Among this material, 86 negatives were found that were attributed to the German photographers Hans Namuth and Georg Reisner, who had published images of different episodes of the conflict, such as the flight of civilians in Cerro Muriano (Cordoba) in September 1936. However it was later discovered that an unpublished set of images of the horror of the war, until then associated with the Cordoba photographs, were really taken at a later date. They were from February 1937, the time of the Desbandá, when thousands fled from Malaga to Almeria after Franco's troops entered the city.
"In the negatives there are many refugees, but on seeing them up close we realised that they were not the same as the ones from Cerro Muriano," said researcher Carlos Vega Hidalgo who, together with Laura García Fernández, is the author of a study based on the collection.
A simple visual examination of the old photos revealed differences: the refugees in September in Cordoba had short sleeves and light clothing, while the people in the new negatives wore coats and hats.

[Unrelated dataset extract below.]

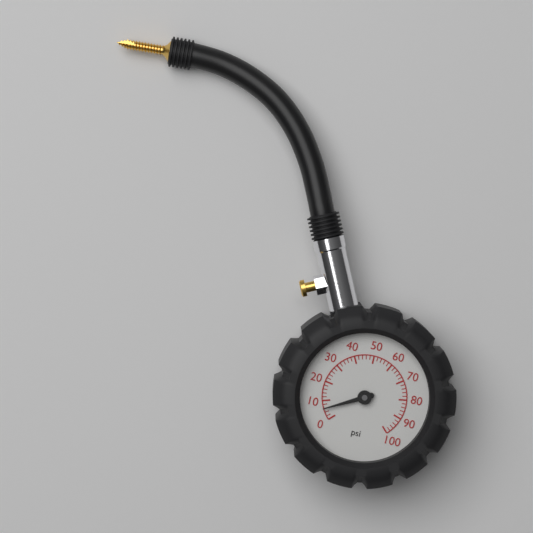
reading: 6 psi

The black and white images portray the civilian population, women, the elderly and children, carried in arms or on shoulders.

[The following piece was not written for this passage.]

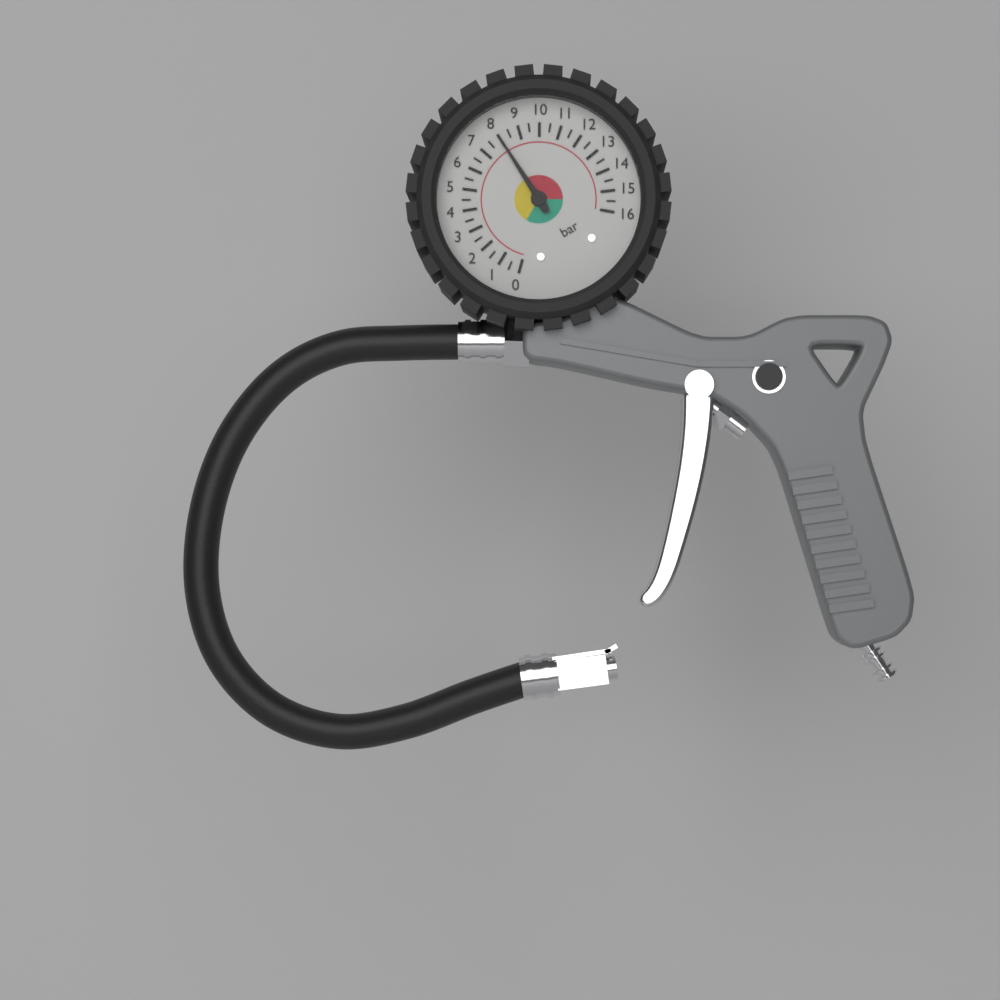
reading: 8.0 bar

A couple of images from the same collection hold the key to the mystery. "One negative shows a crossroads with a sign for Almeria, so many of these photos correspond to refugees from Malaga somewhere along the Andalusian coast," explained Vega Hidalgo.
Other photos confirm this: sailors on the battleship Jaime I and the cruiser Méndez Núñez, assigned to the Malaga-Almeria-Cartagena route in February 1937.
Reisner and Namuth became war reporters by chance. Both had left Germany in 1933, fleeing the rise of Hitler. They met in Paris, opened a photography studio in Mallorca in the summer of 1935 and in July the following year they arrived in Barcelona to cover the People's Olympiad for the French magazine Vu. But the event was never held; on the opening day gunfire replaced fireworks. The Civil War had broken out and the Germans did not hesitate to take to the streets with their cameras.
From Catalonia they travelled through Valencia, Extremadura and Andalucía in pursuit of the news and images of the war, even coinciding in the same places as better-known photographers such as Robert Capa and Gerda Taro. They also crossed paths in Valencia with the journalist and spy Arthur Koestler on his way to Malaga, a further clue that points to the presence of German reporters in the Desbandá.
The epilogue to this sad story was Hans and Georg's return to Paris to save their lives, unaware that the war and the Nazis from whom they had fled would eventually catch up with them. Both were arrested by the French authorities in 1939 for being German, regardless of their Jewish origin and anti-fascist militancy. Namuth enlisted in the Foreign Legion and later emigrated to the US where he became a popular photographer of artists and intellectuals. Reiner was arrested again in 1940 and, fearing he would be handed over to the Germans, took his own life in Les Milles concentration camp in France.